The Labour Party has published an attack ad targeting Rishi Sunak’s family as part of a controversial campaign in the run-up to England’s local elections.
In the ad, the Prime Minister is shown next to text that reads: “Do you think it’s right to raise taxes for working people when your family benefitted from a tax loophole? Rishi Sunak does.”
Labour said the Tories have raised taxes 24 times since 2019, “leaving the British people facing the highest tax burden in 70 years”.
“And they refuse to close the non-dom tax loophole,” the ad continued.
The party pledged to freeze council tax and end the special tax status, writing: “A Labour government would freeze council tax this year, paid for by a proper windfall tax on oil and gas giants.
“And we’d scrap the Tories’ non-dom tax loophole.”
A Tory source hit back at the ad, saying: “This is the height of hypocrisy from a party which has already made £90bn of unfunded spending commitments and whose leader stands to benefit from a bespoke, tax-unregistered pension scheme unavailable to others.
“Rishi Sunak has a plan to halve inflation, grow the economy and reduce debt.
“Sir Keir only has a plan to play politics on Twitter.”
Non-dom is short for non-domiciled individual, which is a term used for a UK resident whose permanent home is outside of the UK.
People with the special status don’t have to pay UK tax on foreign income.
Last year, it was revealed that Sunak’s wife Akshata Murty held the non-dom status, which reportedly saves her millions of pounds.
Since the revelation, she has committed to paying UK taxes on her global income.
The attack ad marks the latest instalment of a controversial campaign by the Labour Party that has caused backlash among some in its own rank.
Last week, the party published a similar ad which accused Sunak of not wanting adults who sexually assault children to go to prison.
Former Scottish Labour leader Richard Leonard, along with other MSPs, urged the party to delete the tweet.
Other senior figures, such as Lord David Blunkett, accused Labour of entering “gutter politics”.
But Labour leader Sir Keir Starmer said he made “no apologies at all” for the campaign, which will move this week from the Prime Minister’s record on crime to the cost of living crisis.
Refusing to back down, Starmer has urged his frontbenchers to “continue to focus relentlessly on exposing the failures” of the UK Government in the run-up to May’s local elections in England.
“Rishi Sunak is the chief architect of choices prioritising the wealthiest and of the UK Government’s failure to get a grip of the economy and get growth going,” the Labour leader wrote in a letter to his colleagues.
He accused Sunak of “supplying the touchpaper for another Conservative government to blow up the economy” as chancellor and then continuing in No 10 to “make choices which loaded the costs on to working people”.
“The voters must know that Rishi Sunak’s fingerprints are all over their struggling household budgets.”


### What you should do
Give every entry again precisely as it appears.

### Source information

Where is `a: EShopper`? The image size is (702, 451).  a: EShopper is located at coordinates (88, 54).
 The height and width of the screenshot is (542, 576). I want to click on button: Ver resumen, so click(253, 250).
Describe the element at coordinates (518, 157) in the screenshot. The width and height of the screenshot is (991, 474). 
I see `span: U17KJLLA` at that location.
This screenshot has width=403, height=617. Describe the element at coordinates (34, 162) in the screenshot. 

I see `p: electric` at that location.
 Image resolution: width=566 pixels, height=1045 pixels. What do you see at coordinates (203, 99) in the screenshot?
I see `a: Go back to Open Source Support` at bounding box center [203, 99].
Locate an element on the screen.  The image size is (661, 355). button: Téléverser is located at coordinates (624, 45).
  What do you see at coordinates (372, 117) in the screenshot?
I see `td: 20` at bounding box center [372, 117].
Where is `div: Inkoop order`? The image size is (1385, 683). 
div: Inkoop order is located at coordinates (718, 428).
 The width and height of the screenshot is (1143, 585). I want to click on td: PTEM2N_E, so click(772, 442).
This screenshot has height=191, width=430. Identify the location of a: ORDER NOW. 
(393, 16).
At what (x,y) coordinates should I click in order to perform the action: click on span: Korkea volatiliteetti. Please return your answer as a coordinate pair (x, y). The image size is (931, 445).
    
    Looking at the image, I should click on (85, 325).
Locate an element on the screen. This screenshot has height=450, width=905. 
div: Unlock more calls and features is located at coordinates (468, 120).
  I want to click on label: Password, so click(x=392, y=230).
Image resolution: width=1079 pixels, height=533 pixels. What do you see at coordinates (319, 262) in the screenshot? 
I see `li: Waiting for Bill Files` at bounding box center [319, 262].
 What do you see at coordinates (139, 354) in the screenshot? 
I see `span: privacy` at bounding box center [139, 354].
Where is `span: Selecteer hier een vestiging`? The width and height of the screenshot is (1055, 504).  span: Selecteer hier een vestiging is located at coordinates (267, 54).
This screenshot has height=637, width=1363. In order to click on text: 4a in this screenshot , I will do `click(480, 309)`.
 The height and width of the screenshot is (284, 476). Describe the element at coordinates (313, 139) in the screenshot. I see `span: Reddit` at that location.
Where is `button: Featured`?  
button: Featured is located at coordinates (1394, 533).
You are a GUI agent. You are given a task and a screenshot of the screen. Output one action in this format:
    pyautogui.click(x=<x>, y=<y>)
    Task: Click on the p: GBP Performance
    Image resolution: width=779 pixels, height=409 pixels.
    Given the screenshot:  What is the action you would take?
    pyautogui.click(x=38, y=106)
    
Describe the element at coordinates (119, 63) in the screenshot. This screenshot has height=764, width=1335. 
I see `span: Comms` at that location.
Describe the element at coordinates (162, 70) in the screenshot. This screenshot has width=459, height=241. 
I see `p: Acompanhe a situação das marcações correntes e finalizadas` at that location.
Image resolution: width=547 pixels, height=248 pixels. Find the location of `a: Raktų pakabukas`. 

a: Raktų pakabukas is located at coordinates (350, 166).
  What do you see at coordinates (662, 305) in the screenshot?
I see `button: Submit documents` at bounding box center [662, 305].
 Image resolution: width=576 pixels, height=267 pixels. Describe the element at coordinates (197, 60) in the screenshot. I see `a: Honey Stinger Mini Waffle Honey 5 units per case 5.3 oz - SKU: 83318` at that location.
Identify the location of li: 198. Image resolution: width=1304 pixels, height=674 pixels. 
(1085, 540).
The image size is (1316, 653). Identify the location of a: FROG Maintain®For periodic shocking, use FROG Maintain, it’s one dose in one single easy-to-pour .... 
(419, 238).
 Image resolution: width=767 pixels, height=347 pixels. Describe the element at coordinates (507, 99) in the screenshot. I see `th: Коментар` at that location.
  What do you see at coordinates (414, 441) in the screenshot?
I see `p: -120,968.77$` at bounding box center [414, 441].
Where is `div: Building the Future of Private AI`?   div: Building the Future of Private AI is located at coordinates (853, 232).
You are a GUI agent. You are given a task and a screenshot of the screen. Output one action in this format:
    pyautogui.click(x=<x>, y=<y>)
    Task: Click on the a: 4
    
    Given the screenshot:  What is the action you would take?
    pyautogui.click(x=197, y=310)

### Completed exercise
Where is `a: EShopper`? The image size is (702, 451).  a: EShopper is located at coordinates (88, 54).
 The height and width of the screenshot is (542, 576). I want to click on button: Ver resumen, so click(253, 250).
Describe the element at coordinates (518, 157) in the screenshot. The width and height of the screenshot is (991, 474). 
I see `span: U17KJLLA` at that location.
This screenshot has width=403, height=617. Describe the element at coordinates (34, 162) in the screenshot. 

I see `p: electric` at that location.
 Image resolution: width=566 pixels, height=1045 pixels. What do you see at coordinates (203, 99) in the screenshot?
I see `a: Go back to Open Source Support` at bounding box center [203, 99].
Locate an element on the screen.  The image size is (661, 355). button: Téléverser is located at coordinates (624, 45).
  What do you see at coordinates (372, 117) in the screenshot?
I see `td: 20` at bounding box center [372, 117].
Where is `div: Inkoop order`? The image size is (1385, 683). 
div: Inkoop order is located at coordinates (718, 428).
 The width and height of the screenshot is (1143, 585). I want to click on td: PTEM2N_E, so click(772, 442).
This screenshot has height=191, width=430. Identify the location of a: ORDER NOW. 
(393, 16).
At what (x,y) coordinates should I click in order to perform the action: click on span: Korkea volatiliteetti. Please return your answer as a coordinate pair (x, y). The image size is (931, 445).
    
    Looking at the image, I should click on (85, 325).
Locate an element on the screen. This screenshot has height=450, width=905. 
div: Unlock more calls and features is located at coordinates (468, 120).
  I want to click on label: Password, so click(x=392, y=230).
Image resolution: width=1079 pixels, height=533 pixels. What do you see at coordinates (319, 262) in the screenshot? 
I see `li: Waiting for Bill Files` at bounding box center [319, 262].
 What do you see at coordinates (139, 354) in the screenshot? 
I see `span: privacy` at bounding box center [139, 354].
Where is `span: Selecteer hier een vestiging`? The width and height of the screenshot is (1055, 504).  span: Selecteer hier een vestiging is located at coordinates (267, 54).
This screenshot has height=637, width=1363. In order to click on text: 4a in this screenshot , I will do `click(480, 309)`.
 The height and width of the screenshot is (284, 476). Describe the element at coordinates (313, 139) in the screenshot. I see `span: Reddit` at that location.
Where is `button: Featured`?  
button: Featured is located at coordinates (1394, 533).
You are a GUI agent. You are given a task and a screenshot of the screen. Output one action in this format:
    pyautogui.click(x=<x>, y=<y>)
    Task: Click on the p: GBP Performance
    Image resolution: width=779 pixels, height=409 pixels.
    Given the screenshot:  What is the action you would take?
    pyautogui.click(x=38, y=106)
    
Describe the element at coordinates (119, 63) in the screenshot. This screenshot has height=764, width=1335. 
I see `span: Comms` at that location.
Describe the element at coordinates (162, 70) in the screenshot. This screenshot has width=459, height=241. 
I see `p: Acompanhe a situação das marcações correntes e finalizadas` at that location.
Image resolution: width=547 pixels, height=248 pixels. Find the location of `a: Raktų pakabukas`. 

a: Raktų pakabukas is located at coordinates (350, 166).
  What do you see at coordinates (662, 305) in the screenshot?
I see `button: Submit documents` at bounding box center [662, 305].
 Image resolution: width=576 pixels, height=267 pixels. Describe the element at coordinates (197, 60) in the screenshot. I see `a: Honey Stinger Mini Waffle Honey 5 units per case 5.3 oz - SKU: 83318` at that location.
Identify the location of li: 198. Image resolution: width=1304 pixels, height=674 pixels. 
(1085, 540).
The image size is (1316, 653). Identify the location of a: FROG Maintain®For periodic shocking, use FROG Maintain, it’s one dose in one single easy-to-pour .... 
(419, 238).
 Image resolution: width=767 pixels, height=347 pixels. Describe the element at coordinates (507, 99) in the screenshot. I see `th: Коментар` at that location.
  What do you see at coordinates (414, 441) in the screenshot?
I see `p: -120,968.77$` at bounding box center [414, 441].
Where is `div: Building the Future of Private AI`?   div: Building the Future of Private AI is located at coordinates (853, 232).
You are a GUI agent. You are given a task and a screenshot of the screen. Output one action in this format:
    pyautogui.click(x=<x>, y=<y>)
    Task: Click on the a: 4
    
    Given the screenshot:  What is the action you would take?
    pyautogui.click(x=197, y=310)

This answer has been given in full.